While I was looking up stuff I looked at the Suncheon Bay website, but it doesn't make any sense. Right off the bat it has some weird bullshit on the page:
Swampy? It's perhaps the most significant place in the city and you go with "The five coastal Swampy land of the world" to lead off? The only time you see something called Swampy is when a porn star has a bad manager. Even I have no idea what that means. Actually, okay, I think it refers to the bay being the fifth-largest in the world, which I've seen reported by the Suncheon city website (click entry 22). I haven't, however, seen that confirmed elsewhere, and Suncheon Bay never turned up in any books on the significant wetlands of the world. For instance, neither Suncheon nor Korea are even mentioned in this book The World's Largest Wetlands. Matter of fact it's only the second-largest wetlands in Korea. You can take a look at the list compiled by the Ramsar Convention and see that tons in just the first couple countries are larger than Suncheon Bay. That's not a knock against Suncheon, because it is extraordinarily beautiful there, but you can't just say whatever the hell you want because I'm fixin to call you on it.
I sent off an email a while ago to Suncheon to offer my help as a copy editor. It's nice that they do make the effort to include some news on their websites, but Christ, the English portions are either unreadable or factually wrong. I haven't heard back, just as I hadn't heard back from Gangjin, but it occurred to me that there are, like, a few dozen native English speakers working through City Hall plus scores more working in Suncheon public schools. If getting it right were a priority they wouldn't have to rely on unsolicited emails.
Actually, I came across something else interesting while spending Tuesday afternoon writing up the story. From the piece:
The festival's namesake the hooded crane is especially beloved, and practically every exhibit of the Eco-Museum is devoted to it. Classified as a vulnerable species there are roughly 10,000 left in the world, and its numbers are being further reduced by the constant reclamation and development of wetlands in South Korea and China.
However, very few of these birds actually spend time Suncheon, as an estimated 80 percent in 2005-2006 wintered in southern Japan, according to the IUCN Red List of Threatened Species.
The IUCN Red List page looks to be down now, but I do recall some of the figures on the site, including one which said only about 110 of the 11,000 hooded cranes in the world make their home in Suncheon at some point of the year, compared with the over 10,000 in southern Japan.
1 comment:
I haven't heard back, just as I hadn't heard back from Gangjin, but it occurred to me that there are, like, a few dozen native English speakers working through City Hall plus scores more working in Suncheon public schools. If getting it right were a priority they wouldn't have to rely on unsolicited emails.
It's not a priority, or, more accurately, no one wants to put up the cash required to get it done right. There's also probably a sprinkle of just not giving a shit.
I don't think you'd find anything like that on a Seoul city affiliated site. I don't think you'd find it in Busan or Daegu either.
I'd even suggest it's reflective of that part of the country's attitude about non Koreans, government, economy and history.
If that's the image they want to portray...more power to them. The hub of South Jeolla.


■ EXERCISE DESCRIPTION ■
This exercise calls for every record to be returned exactly, with pictures removed.

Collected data
===

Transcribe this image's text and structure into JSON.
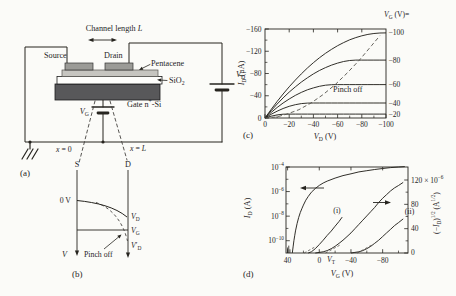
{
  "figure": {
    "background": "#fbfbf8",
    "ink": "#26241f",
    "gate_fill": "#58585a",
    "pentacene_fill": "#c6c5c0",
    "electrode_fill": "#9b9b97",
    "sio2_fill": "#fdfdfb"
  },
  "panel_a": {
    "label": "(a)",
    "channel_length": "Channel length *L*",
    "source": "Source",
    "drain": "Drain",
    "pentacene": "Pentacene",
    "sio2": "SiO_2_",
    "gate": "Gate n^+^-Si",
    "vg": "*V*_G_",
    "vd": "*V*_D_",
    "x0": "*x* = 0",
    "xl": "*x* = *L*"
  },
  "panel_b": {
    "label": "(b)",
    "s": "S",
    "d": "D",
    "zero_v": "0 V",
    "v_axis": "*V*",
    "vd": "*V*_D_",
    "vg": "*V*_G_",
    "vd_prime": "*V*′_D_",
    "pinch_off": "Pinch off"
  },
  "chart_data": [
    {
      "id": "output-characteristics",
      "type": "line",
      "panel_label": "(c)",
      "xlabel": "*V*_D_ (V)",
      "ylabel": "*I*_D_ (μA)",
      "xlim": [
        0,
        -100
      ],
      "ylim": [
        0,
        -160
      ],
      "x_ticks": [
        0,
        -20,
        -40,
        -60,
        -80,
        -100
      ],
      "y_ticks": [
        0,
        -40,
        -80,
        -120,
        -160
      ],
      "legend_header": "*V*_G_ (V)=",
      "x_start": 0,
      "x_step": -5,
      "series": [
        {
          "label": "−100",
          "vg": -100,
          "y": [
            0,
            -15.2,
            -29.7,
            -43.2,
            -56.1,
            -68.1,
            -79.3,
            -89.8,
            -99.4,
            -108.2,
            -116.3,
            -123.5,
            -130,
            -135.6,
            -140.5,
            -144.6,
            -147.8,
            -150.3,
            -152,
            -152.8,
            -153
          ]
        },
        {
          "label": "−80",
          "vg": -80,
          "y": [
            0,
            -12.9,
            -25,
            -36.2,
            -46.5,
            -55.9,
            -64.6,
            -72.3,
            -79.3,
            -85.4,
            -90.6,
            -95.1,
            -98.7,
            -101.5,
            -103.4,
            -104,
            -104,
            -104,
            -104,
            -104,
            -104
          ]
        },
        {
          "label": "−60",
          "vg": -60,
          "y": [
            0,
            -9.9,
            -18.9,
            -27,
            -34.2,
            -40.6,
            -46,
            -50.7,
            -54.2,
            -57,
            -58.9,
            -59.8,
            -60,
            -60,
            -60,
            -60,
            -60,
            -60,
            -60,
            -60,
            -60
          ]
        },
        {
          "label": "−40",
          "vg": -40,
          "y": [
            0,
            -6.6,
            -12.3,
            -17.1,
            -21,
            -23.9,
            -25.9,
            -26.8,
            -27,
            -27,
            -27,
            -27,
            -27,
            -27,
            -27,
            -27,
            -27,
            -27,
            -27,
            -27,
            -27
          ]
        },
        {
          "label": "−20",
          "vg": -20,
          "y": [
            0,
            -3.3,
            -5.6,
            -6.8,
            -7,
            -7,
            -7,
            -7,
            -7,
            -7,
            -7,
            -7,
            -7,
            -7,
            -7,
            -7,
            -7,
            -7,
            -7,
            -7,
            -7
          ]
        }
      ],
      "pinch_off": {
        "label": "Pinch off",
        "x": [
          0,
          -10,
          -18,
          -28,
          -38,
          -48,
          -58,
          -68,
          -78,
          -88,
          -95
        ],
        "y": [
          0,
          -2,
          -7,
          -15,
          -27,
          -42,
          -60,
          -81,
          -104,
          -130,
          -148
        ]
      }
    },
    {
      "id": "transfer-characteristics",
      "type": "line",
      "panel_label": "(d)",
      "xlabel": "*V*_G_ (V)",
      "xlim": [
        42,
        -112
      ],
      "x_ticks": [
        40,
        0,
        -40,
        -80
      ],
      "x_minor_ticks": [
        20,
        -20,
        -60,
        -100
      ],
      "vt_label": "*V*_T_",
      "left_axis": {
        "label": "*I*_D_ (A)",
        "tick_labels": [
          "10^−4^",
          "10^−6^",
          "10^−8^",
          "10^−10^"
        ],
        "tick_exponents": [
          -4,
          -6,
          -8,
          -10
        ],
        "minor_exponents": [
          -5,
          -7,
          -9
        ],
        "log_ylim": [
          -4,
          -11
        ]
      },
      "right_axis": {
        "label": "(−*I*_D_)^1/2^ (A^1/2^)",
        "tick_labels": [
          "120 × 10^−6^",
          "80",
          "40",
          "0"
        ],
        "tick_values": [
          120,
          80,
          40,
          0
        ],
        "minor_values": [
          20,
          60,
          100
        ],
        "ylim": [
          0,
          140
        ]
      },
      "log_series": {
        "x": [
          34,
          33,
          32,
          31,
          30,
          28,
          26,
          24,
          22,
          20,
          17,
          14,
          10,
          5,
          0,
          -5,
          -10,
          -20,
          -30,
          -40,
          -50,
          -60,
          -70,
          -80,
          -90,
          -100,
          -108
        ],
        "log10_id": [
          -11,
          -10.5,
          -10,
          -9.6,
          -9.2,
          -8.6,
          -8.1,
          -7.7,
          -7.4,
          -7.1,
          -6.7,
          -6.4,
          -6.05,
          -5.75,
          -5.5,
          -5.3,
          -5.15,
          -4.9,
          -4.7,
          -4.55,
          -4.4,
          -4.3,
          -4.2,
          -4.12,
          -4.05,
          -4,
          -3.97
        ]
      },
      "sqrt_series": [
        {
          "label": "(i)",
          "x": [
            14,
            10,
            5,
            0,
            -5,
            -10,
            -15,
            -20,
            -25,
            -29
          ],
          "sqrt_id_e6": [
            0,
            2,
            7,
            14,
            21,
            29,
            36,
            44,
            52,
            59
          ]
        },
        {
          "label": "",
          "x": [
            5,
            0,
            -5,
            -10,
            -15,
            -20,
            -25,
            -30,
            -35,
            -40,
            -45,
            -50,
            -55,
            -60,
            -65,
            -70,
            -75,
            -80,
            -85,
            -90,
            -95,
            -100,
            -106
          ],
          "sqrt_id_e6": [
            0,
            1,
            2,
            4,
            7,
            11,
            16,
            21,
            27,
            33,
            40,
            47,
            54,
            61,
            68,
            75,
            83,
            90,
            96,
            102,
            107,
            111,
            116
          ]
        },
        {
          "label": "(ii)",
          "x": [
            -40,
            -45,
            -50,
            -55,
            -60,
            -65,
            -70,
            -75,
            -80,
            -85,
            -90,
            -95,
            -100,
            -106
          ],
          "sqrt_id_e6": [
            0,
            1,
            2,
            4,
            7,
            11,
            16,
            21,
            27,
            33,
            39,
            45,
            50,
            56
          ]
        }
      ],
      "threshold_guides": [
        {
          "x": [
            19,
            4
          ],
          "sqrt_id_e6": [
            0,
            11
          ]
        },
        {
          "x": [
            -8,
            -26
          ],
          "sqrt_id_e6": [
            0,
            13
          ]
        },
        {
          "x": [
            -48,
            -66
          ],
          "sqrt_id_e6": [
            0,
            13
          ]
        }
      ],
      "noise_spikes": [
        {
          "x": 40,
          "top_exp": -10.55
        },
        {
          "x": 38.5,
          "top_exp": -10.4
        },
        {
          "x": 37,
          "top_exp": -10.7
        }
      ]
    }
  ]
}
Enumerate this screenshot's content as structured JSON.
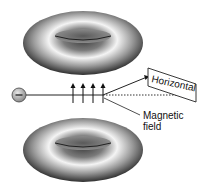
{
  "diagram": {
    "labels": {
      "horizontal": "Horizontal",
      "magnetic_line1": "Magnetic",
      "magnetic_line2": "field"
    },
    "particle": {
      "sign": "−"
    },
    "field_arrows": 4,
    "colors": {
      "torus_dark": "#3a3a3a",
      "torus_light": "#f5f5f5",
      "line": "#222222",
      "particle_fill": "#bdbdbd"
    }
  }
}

===

■ ANSWER ■
Transcribe this image's text and structure into JSON.
{
  "figure": {
    "background": "#fbfbf8",
    "ink": "#26241f",
    "gate_fill": "#58585a",
    "pentacene_fill": "#c6c5c0",
    "electrode_fill": "#9b9b97",
    "sio2_fill": "#fdfdfb"
  },
  "panel_a": {
    "label": "(a)",
    "channel_length": "Channel length *L*",
    "source": "Source",
    "drain": "Drain",
    "pentacene": "Pentacene",
    "sio2": "SiO_2_",
    "gate": "Gate n^+^-Si",
    "vg": "*V*_G_",
    "vd": "*V*_D_",
    "x0": "*x* = 0",
    "xl": "*x* = *L*"
  },
  "panel_b": {
    "label": "(b)",
    "s": "S",
    "d": "D",
    "zero_v": "0 V",
    "v_axis": "*V*",
    "vd": "*V*_D_",
    "vg": "*V*_G_",
    "vd_prime": "*V*′_D_",
    "pinch_off": "Pinch off"
  },
  "chart_data": [
    {
      "id": "output-characteristics",
      "type": "line",
      "panel_label": "(c)",
      "xlabel": "*V*_D_ (V)",
      "ylabel": "*I*_D_ (μA)",
      "xlim": [
        0,
        -100
      ],
      "ylim": [
        0,
        -160
      ],
      "x_ticks": [
        0,
        -20,
        -40,
        -60,
        -80,
        -100
      ],
      "y_ticks": [
        0,
        -40,
        -80,
        -120,
        -160
      ],
      "legend_header": "*V*_G_ (V)=",
      "x_start": 0,
      "x_step": -5,
      "series": [
        {
          "label": "−100",
          "vg": -100,
          "y": [
            0,
            -15.2,
            -29.7,
            -43.2,
            -56.1,
            -68.1,
            -79.3,
            -89.8,
            -99.4,
            -108.2,
            -116.3,
            -123.5,
            -130,
            -135.6,
            -140.5,
            -144.6,
            -147.8,
            -150.3,
            -152,
            -152.8,
            -153
          ]
        },
        {
          "label": "−80",
          "vg": -80,
          "y": [
            0,
            -12.9,
            -25,
            -36.2,
            -46.5,
            -55.9,
            -64.6,
            -72.3,
            -79.3,
            -85.4,
            -90.6,
            -95.1,
            -98.7,
            -101.5,
            -103.4,
            -104,
            -104,
            -104,
            -104,
            -104,
            -104
          ]
        },
        {
          "label": "−60",
          "vg": -60,
          "y": [
            0,
            -9.9,
            -18.9,
            -27,
            -34.2,
            -40.6,
            -46,
            -50.7,
            -54.2,
            -57,
            -58.9,
            -59.8,
            -60,
            -60,
            -60,
            -60,
            -60,
            -60,
            -60,
            -60,
            -60
          ]
        },
        {
          "label": "−40",
          "vg": -40,
          "y": [
            0,
            -6.6,
            -12.3,
            -17.1,
            -21,
            -23.9,
            -25.9,
            -26.8,
            -27,
            -27,
            -27,
            -27,
            -27,
            -27,
            -27,
            -27,
            -27,
            -27,
            -27,
            -27,
            -27
          ]
        },
        {
          "label": "−20",
          "vg": -20,
          "y": [
            0,
            -3.3,
            -5.6,
            -6.8,
            -7,
            -7,
            -7,
            -7,
            -7,
            -7,
            -7,
            -7,
            -7,
            -7,
            -7,
            -7,
            -7,
            -7,
            -7,
            -7,
            -7
          ]
        }
      ],
      "pinch_off": {
        "label": "Pinch off",
        "x": [
          0,
          -10,
          -18,
          -28,
          -38,
          -48,
          -58,
          -68,
          -78,
          -88,
          -95
        ],
        "y": [
          0,
          -2,
          -7,
          -15,
          -27,
          -42,
          -60,
          -81,
          -104,
          -130,
          -148
        ]
      }
    },
    {
      "id": "transfer-characteristics",
      "type": "line",
      "panel_label": "(d)",
      "xlabel": "*V*_G_ (V)",
      "xlim": [
        42,
        -112
      ],
      "x_ticks": [
        40,
        0,
        -40,
        -80
      ],
      "x_minor_ticks": [
        20,
        -20,
        -60,
        -100
      ],
      "vt_label": "*V*_T_",
      "left_axis": {
        "label": "*I*_D_ (A)",
        "tick_labels": [
          "10^−4^",
          "10^−6^",
          "10^−8^",
          "10^−10^"
        ],
        "tick_exponents": [
          -4,
          -6,
          -8,
          -10
        ],
        "minor_exponents": [
          -5,
          -7,
          -9
        ],
        "log_ylim": [
          -4,
          -11
        ]
      },
      "right_axis": {
        "label": "(−*I*_D_)^1/2^ (A^1/2^)",
        "tick_labels": [
          "120 × 10^−6^",
          "80",
          "40",
          "0"
        ],
        "tick_values": [
          120,
          80,
          40,
          0
        ],
        "minor_values": [
          20,
          60,
          100
        ],
        "ylim": [
          0,
          140
        ]
      },
      "log_series": {
        "x": [
          34,
          33,
          32,
          31,
          30,
          28,
          26,
          24,
          22,
          20,
          17,
          14,
          10,
          5,
          0,
          -5,
          -10,
          -20,
          -30,
          -40,
          -50,
          -60,
          -70,
          -80,
          -90,
          -100,
          -108
        ],
        "log10_id": [
          -11,
          -10.5,
          -10,
          -9.6,
          -9.2,
          -8.6,
          -8.1,
          -7.7,
          -7.4,
          -7.1,
          -6.7,
          -6.4,
          -6.05,
          -5.75,
          -5.5,
          -5.3,
          -5.15,
          -4.9,
          -4.7,
          -4.55,
          -4.4,
          -4.3,
          -4.2,
          -4.12,
          -4.05,
          -4,
          -3.97
        ]
      },
      "sqrt_series": [
        {
          "label": "(i)",
          "x": [
            14,
            10,
            5,
            0,
            -5,
            -10,
            -15,
            -20,
            -25,
            -29
          ],
          "sqrt_id_e6": [
            0,
            2,
            7,
            14,
            21,
            29,
            36,
            44,
            52,
            59
          ]
        },
        {
          "label": "",
          "x": [
            5,
            0,
            -5,
            -10,
            -15,
            -20,
            -25,
            -30,
            -35,
            -40,
            -45,
            -50,
            -55,
            -60,
            -65,
            -70,
            -75,
            -80,
            -85,
            -90,
            -95,
            -100,
            -106
          ],
          "sqrt_id_e6": [
            0,
            1,
            2,
            4,
            7,
            11,
            16,
            21,
            27,
            33,
            40,
            47,
            54,
            61,
            68,
            75,
            83,
            90,
            96,
            102,
            107,
            111,
            116
          ]
        },
        {
          "label": "(ii)",
          "x": [
            -40,
            -45,
            -50,
            -55,
            -60,
            -65,
            -70,
            -75,
            -80,
            -85,
            -90,
            -95,
            -100,
            -106
          ],
          "sqrt_id_e6": [
            0,
            1,
            2,
            4,
            7,
            11,
            16,
            21,
            27,
            33,
            39,
            45,
            50,
            56
          ]
        }
      ],
      "threshold_guides": [
        {
          "x": [
            19,
            4
          ],
          "sqrt_id_e6": [
            0,
            11
          ]
        },
        {
          "x": [
            -8,
            -26
          ],
          "sqrt_id_e6": [
            0,
            13
          ]
        },
        {
          "x": [
            -48,
            -66
          ],
          "sqrt_id_e6": [
            0,
            13
          ]
        }
      ],
      "noise_spikes": [
        {
          "x": 40,
          "top_exp": -10.55
        },
        {
          "x": 38.5,
          "top_exp": -10.4
        },
        {
          "x": 37,
          "top_exp": -10.7
        }
      ]
    }
  ]
}
Enumerate this screenshot's content as structured JSON.
{
  "diagram": {
    "labels": {
      "horizontal": "Horizontal",
      "magnetic_line1": "Magnetic",
      "magnetic_line2": "field"
    },
    "particle": {
      "sign": "−"
    },
    "field_arrows": 4,
    "colors": {
      "torus_dark": "#3a3a3a",
      "torus_light": "#f5f5f5",
      "line": "#222222",
      "particle_fill": "#bdbdbd"
    }
  }
}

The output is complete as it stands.